Upon his return to the United States, Minuchin completed his training in psychoanalysis, and in 1960 he took a position at the Wiltwyck School for Boys in New York City. It was there that Minuchin and his associates, Braulio Montalvo, Bernard G. Guerney, Jr., Bernice L. Rosman, and Florence Schumer (S. Minuchin et al., 1967), began working with inner-city delinquent children, most of whom were Black or Puerto Rican and who came from low-income, often ghettoized families. It is in this work that Minuchin first introduced the concept of structure to family counseling and began to define the function of structure in family systems.

Minuchin noticed that in troubled families, parents were either overly involved (enmeshed) or detached (disengaged) or both. Both of these structures eroded the parents’ abilities to provide effective leadership in the family. Minuchin came to believe that families had subsystems, and each subsystem had tasks, processes, and interactions that were appropriate to that subsystem but that often got derailed when the boundaries between the subsystems became either diffuse or too rigid.

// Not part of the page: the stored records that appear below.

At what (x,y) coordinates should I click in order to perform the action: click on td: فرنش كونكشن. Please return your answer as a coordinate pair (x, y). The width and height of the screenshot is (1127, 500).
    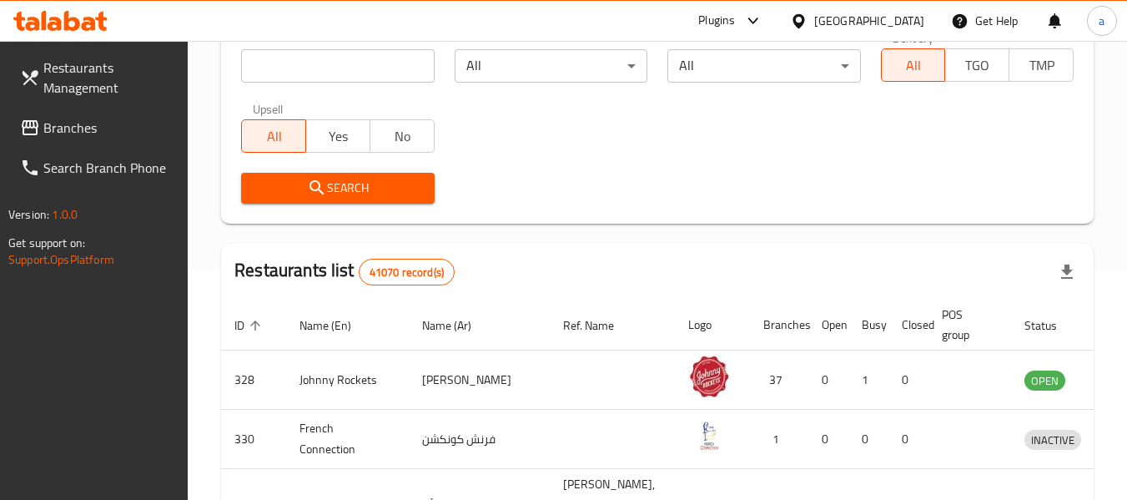
    Looking at the image, I should click on (479, 439).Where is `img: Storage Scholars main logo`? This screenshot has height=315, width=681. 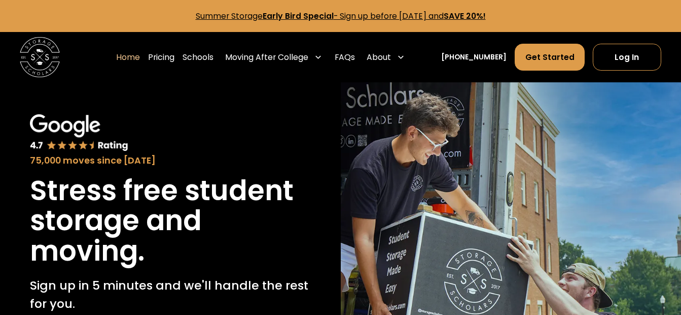 img: Storage Scholars main logo is located at coordinates (40, 57).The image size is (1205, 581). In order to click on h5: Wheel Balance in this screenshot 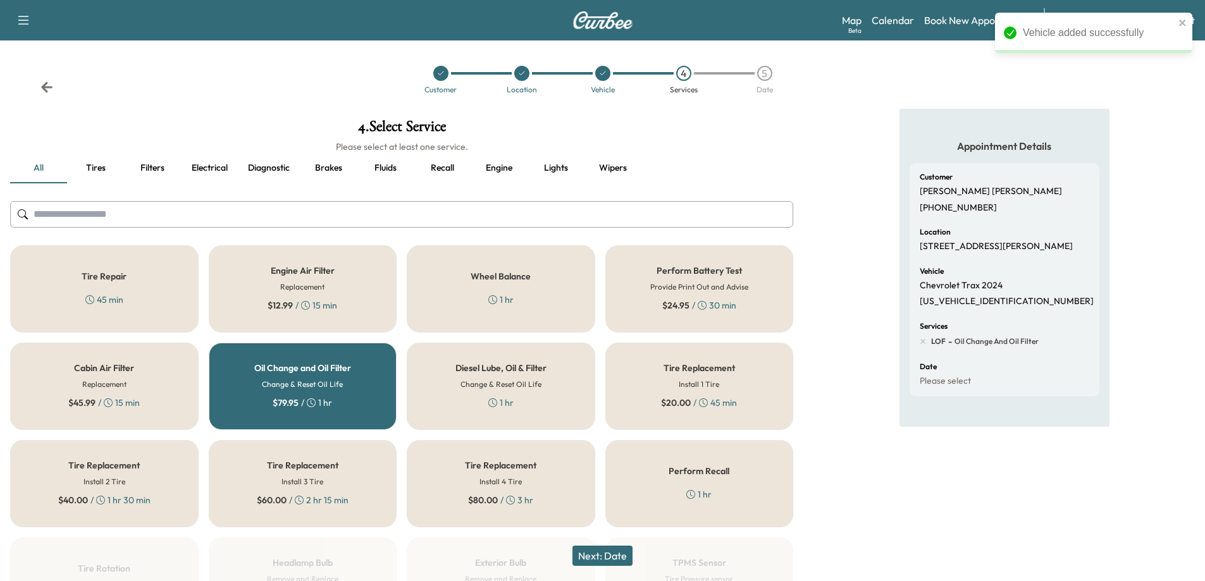, I will do `click(500, 277)`.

Based on his earlier work, Minuchin was asked to be the director of the Philadelphia Child Guidance Clinic in 1965. He brought a number of his associates with him, and in 1967, Jay Haley joined them. Focusing on changing dysfunctional structures, Minuchin (1974/2012) taught colleagues and students through demonstrations on how to join with families, adopting the families’ preferred mode of operation, before attempting to restructure the family by interrupting dysfunctional patterns. His model of joining, assessment, and enactment would become standard practice for family counselors in the 1970s.